Kenya is awash with plastic litter. The problem is especially acute in the big cities. Nairobi, for example, produces around 2,400 tonnes of waste a day, of which roughly 60% is collected and only around 10% recycled. The rest is dumped illegally or burned.

“People dump everything without caring and it becomes the next-door neighbour’s problem,” says Draganah Omwange, Unilever Future Leader in Marketing. “This dumping is clogging the rivers and even the roads are becoming impassable.”

Draganah joined Unilever straight from university in 2016. She found her chance to get directly involved in an environmental initiative by mapping out a scheme to improve plastic waste recycling. She secured funding of €234,000 for the project from Unilever’s East Africa Brighter Future Fund.

At its heart was the recognition that children are the best agents of change. “Adults have firm, unshakeable beliefs,” she says. “But children are like a clean leaf and have a strong impact on their parents.”

The campaign was called U-Turn because it involved a change in mindset. Instead of seeing plastic as waste, the aim was to change the perception of waste in Kenya, starting with children as a way of getting future generations on board. Around 180 primary schools were enlisted, some of which are based in Kibera, Kenya’s biggest slum. Pupils collected discarded plastic containers and the schools provided collection points. Children are shown the value of keeping the environment clean and the benefits of recycling. “We are teaching them that ‘plastics equals value’,” adds Draganah.

The project partners with waste management company Mr Green Africa, which collects the plastic bottles from the schools and recycles them.

Everyone is a winner here. Collection is a prime challenge for waste recyclers, and the U-Turn scheme is providing a new source of plastic waste ready for recycling. The partnership has also created employment for over 2,700 waste pickers who help collect the waste.

And a new recycling culture is gaining traction, shifting entrenched attitudes towards plastic littering and turning waste into value. Over 1 million people have already been reached by the campaign.
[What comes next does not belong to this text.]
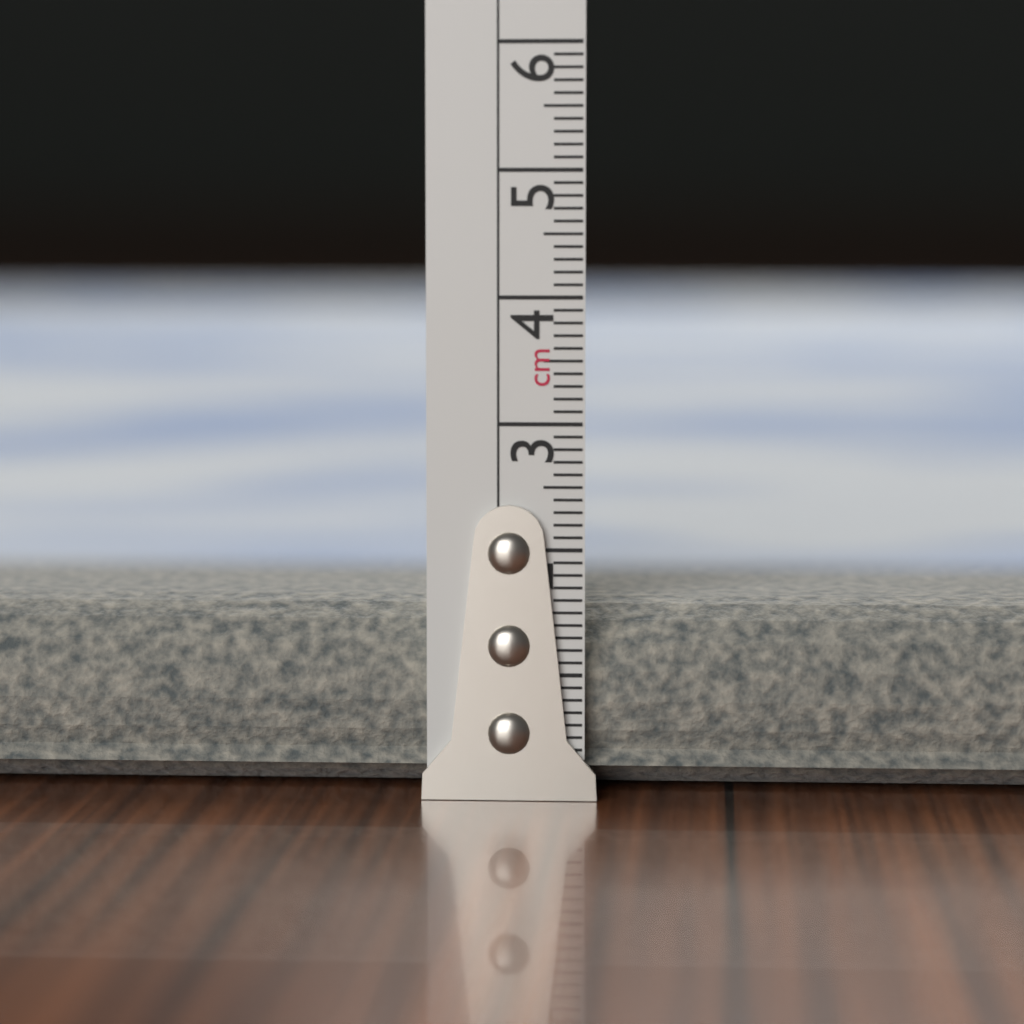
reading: 1.6 cm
The U-Turn project is also being scaled up and extended to the cities of Kisumu and Mombasa.

The judges of the Unilever Heroes Awards praised this “great initiative in linking plastic recycling with job creation in Kenya”.

For Draganah, one of the enduring rewards of the project has been to see the positive influence it has had on the schoolchildren involved. “Listening to them singing and chanting – it makes me feel so proud,” she concludes.